Beatrice now had to be carried by one of the Vikings. Her strength had gone. He picked her up in his arms as if she was a baby herself and walked her across that terrible floor. She tried to blank her mind, closed her eyes and breathed through her mouth to avoid the stench.
‘Here, it is as was revealed.’ The woman’s voice again.
Beatrice felt herself lowered to the floor and opened her eyes. A darkness gaped at the foot of the wall.
‘Not in there. Not in there!’ said Beatrice.
What were they doing with her? Did they plan to entomb her? She was quite convinced they were all mad.
‘Lady!’ The big red Viking shook her and stared into her face, speaking Norse slowly so she understood. ‘I will go first.
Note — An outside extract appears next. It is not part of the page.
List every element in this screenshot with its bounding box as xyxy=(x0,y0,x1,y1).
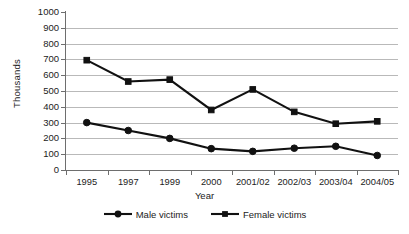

We will not leave you alone in this place.’
‘Am I to die?’
‘We’re all to die one day.’
He lay flat on the floor and crawled within. One of his men followed him in. Another gestured to her that it was her turn. She had no choice, and whatever was in that hole could not be as bad as the charnel house she was standing in. But how to get in? She had to lie on her side, holding her belly. The man behind her pushed and the one already in the tunnel pulled at her arms. ‘Be careful, be careful!’ It was agony, as if they’d tear her arms from their sockets and crush the child inside her. The woman came in after her, then the other men.
They were in a long tunnel stretching away into darkness.
‘Why am I here?’ Beatrice wanted to weep but she wouldn’t give the savages the satisfaction. Her legs cramped and her vision blurred. She needed to lie down but there was nowhere to lie. She had to go on, so she went on.
No one replied to her question; they just pressed on, sometimes carrying her, sometimes making her walk, sometimes making her crawl.
Loys. Loys, where are you?
She thought of her happy times with him – the woods near Rouen, kissing him in the wet dawn, the cold of his cheek against hers, watching the sun rise and pull the mist from the grass, the smell of the earth and the feel of his body next to hers as they walked in the morning light.
‘Why am I here?’
‘You have dreams?’ It was the woman.